ADVERTISEMENT

Home|Journals|Articles by Year|Audio Abstracts
 

Original Research



The role of PET/CT in determining egfr mutation and ALK rearrangement in patients with lung adenocarcinoma

Emine Budak, Ahmet Yanarates.




Abstract
Cited by 0 Articles

Aim: The aim of the present study is to evaluate the role of tumor FDG uptake in a non-invasive method and the use of positron emission tomography / computed tomography (PET/CT) in estimating epidermal growth factor receptor (EGFR) mutations and anaplastic lymphoma kinase (ALK) rearrangements in cases of adenocarcinoma of the lung.
Material and Methods: A total of 115 patients with the diagnosis of an adenocarcinoma of the lung that underwent F-18 FDG PET/CT for staging and whose EGFR mutation and ALK rearrangement status were analyzed were retrospectively analyzed. The association of the PET parameters (SUVmax, SUVmean, MTV and TLG) of primary tumor with the molecular profile was analyzed.
Results: EGFR mutations (EGFR+ group) and ALK rearrangements (ALK+ group) were found in 15 (13%) and 10 (8.7%) of 115 patients; and 90 patients (78.3%) had no EGFR mutation or ALK rearrangement (EGFR/ALK-). EGFR mutations were found to be significantly higher among the never-smoked group (p=0.009). No significant association was identified between the SUVmean, MTV and TLG values and EGFR mutations; however, patients with a low SUVmax value were found to have a significantly higher rate of EGFR mutation (p=0.034). No statistically significant differences were found between the ALK+ and ALK- group in terms of age, sex, cigarette smoking status, tumor stage, or PET parameters.
Conclusion: Our study results suggest that a low SUVmax value in lung adenocarcinomas is associated with EGFR mutation, although the diagnostic efficacy is not high.

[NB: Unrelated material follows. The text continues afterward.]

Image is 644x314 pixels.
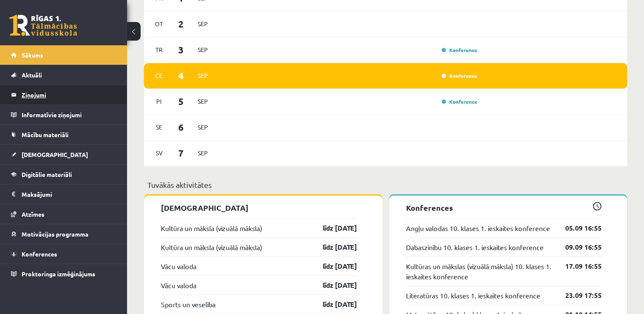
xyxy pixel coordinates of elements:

Key words: Adenocarcinoma; non-small cell lung cancer; epidermal growth factor receptor mutation; anaplastic lymphoma kinase rearrangement; PET/CT; SUVmax





publications
0
supporting
0
mentioning
0
contrasting
0
Smart Citations
0
0
0
0
Citing PublicationsSupportingMentioningContrasting
View Citations

See how this article has been cited at scite.ai

scite shows how a scientific paper has been cited by providing the context of the citation, a classification describing whether it supports, mentions, or contrasts the cited claim, and a label indicating in which section the citation was made.


Full-text options


Share this Article


Online Article Submission
• ejmanager.com




ejPort - eJManager.com
Author Tools
About BiblioMed
License Information
Terms & Conditions
Privacy Policy
Contact Us

The articles in Bibliomed are open access articles licensed under Creative Commons Attribution 4.0 International License (CC BY), which permits use, sharing, adaptation, distribution and reproduction in any medium or format, as long as you give appropriate credit to the original author(s) and the source, provide a link to the Creative Commons licence, and indicate if changes were made. To view a copy of this licence, visit http://creativecommons.org/licenses/by/4.0/.


We use cookies and other tracking technologies to work properly, to analyze our website traffic, and to understand where our visitors are coming from. More Info Got It!